Less development please, we're British and we have coronavirus
New research from DevOps automation specialist Sonatype has discovered that software development activity in the UK decreased by 28 percent since February.
However, the UK position contrasts with some other countries where development activity has continued to grow in the midst of the pandemic. Notably, this includes the United States with a six percent increase and Germany with a 12 percent increase since January 2020.
Sonatype's research measured open source software download requests by country from The Central Repository during a 15-month period from January 2019 to April 2020. The Central Repository -- or Maven Central -- is the world's largest public directory of open source software components, which managed over 246 billion download requests last year alone, serving the needs of more than 10 million developers. Open source software components play a fundamental role in enterprise software development, making up 80-90 percent of the code developers build into modern applications.

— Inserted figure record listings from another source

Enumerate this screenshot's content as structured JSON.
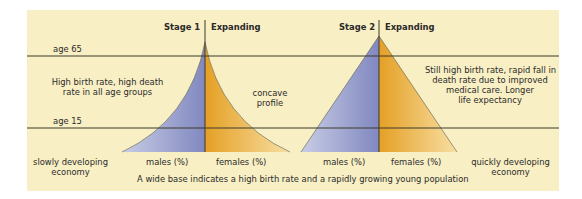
{
  "colors": {
    "panel_bg": "#f8efc4",
    "males_fill": "#9ea5d3",
    "females_fill": "#eab44a",
    "line": "#3a3a2a"
  },
  "age_lines": {
    "upper": "age 65",
    "lower": "age 15"
  },
  "stage1": {
    "stage_label": "Stage 1",
    "type_label": "Expanding",
    "left_note_line1": "High birth rate, high death",
    "left_note_line2": "rate in all age groups",
    "profile_line1": "concave",
    "profile_line2": "profile",
    "males_label": "males (%)",
    "females_label": "females (%)",
    "economy_line1": "slowly developing",
    "economy_line2": "economy"
  },
  "stage2": {
    "stage_label": "Stage 2",
    "type_label": "Expanding",
    "note_line1": "Still high birth rate, rapid fall in",
    "note_line2": "death rate due to improved",
    "note_line3": "medical care. Longer",
    "note_line4": "life expectancy",
    "males_label": "males (%)",
    "females_label": "females (%)",
    "economy_line1": "quickly developing",
    "economy_line2": "economy"
  },
  "caption": "A wide base indicates a high birth rate and a rapidly growing young population"
}
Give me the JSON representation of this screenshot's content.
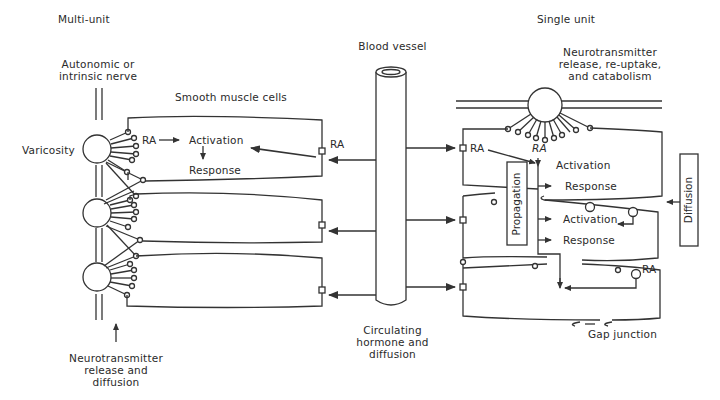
{
  "diagram": {
    "title_left": "Multi-unit",
    "title_right": "Single unit",
    "multi_unit": {
      "nerve_label": "Autonomic or\nintrinsic nerve",
      "varicosity_label": "Varicosity",
      "cells_label": "Smooth muscle cells",
      "ra_label": "RA",
      "activation_label": "Activation",
      "response_label": "Response",
      "receptor_ra_label": "RA",
      "bottom_label": "Neurotransmitter\nrelease and\ndiffusion"
    },
    "center": {
      "vessel_label": "Blood vessel",
      "bottom_label": "Circulating\nhormone and\ndiffusion"
    },
    "single_unit": {
      "top_label": "Neurotransmitter\nrelease, re-uptake,\nand catabolism",
      "ra_left_label": "RA",
      "ra_top_label": "RA",
      "activation_1": "Activation",
      "response_1": "Response",
      "activation_2": "Activation",
      "response_2": "Response",
      "propagation_label": "Propagation",
      "diffusion_label": "Diffusion",
      "ra_bottom_label": "RA",
      "gap_junction_label": "Gap junction"
    }
  }
}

Development activity in China at the virus' peak dropped by 43 percent. Pointing to the hope of a similar V-shaped recovery in the UK, download requests originating from China have since rebounded from a 16-week downturn, although they remain 18 percent below their March 2019 levels.
"Given the disruption that COVID-19 has caused to businesses worldwide, it seemed inevitable that the pandemic would impact the software development industry in some way, shape, or form," says Wayne Jackson, CEO of Sonatype. "In the UK, as open source software downloads continue to decline during lockdown, the developer community should be encouraged by the resilience of developers in the US and Germany, which have demonstrated that the nature of the software development profession can be conducive to remote working and maintaining innovation."
Elsewhere Italy has experienced a 52 percent increase in developer activity since early January 2019 and a 16 percent increase since January 2020. Spain's decline mirrors the UK's, with the country witnessing a 28 percent drop from March 7th to its April 11th low, following a 50 percent increase in activity from early 2019 through early 2020. India has seen an 18 percent decline in developer activity between February 8th and April 18th, following an 82 percent increase in activity from early 2019 through early 2020.
"While no one wanted to see such a broad decline, prior to the crisis, software development activity in the UK had increased by 78 percent from January 2019 -- February 2020," Jackson adds. "This highlights the growing momentum for software innovation in the UK market, which we anticipate will ramp up again in the coming weeks. In China, which suffered a similar decline, we are starting to see the pattern of a V-shaped recovery begin to emerge, and we hope to see a similar trend in the UK as lockdown eases."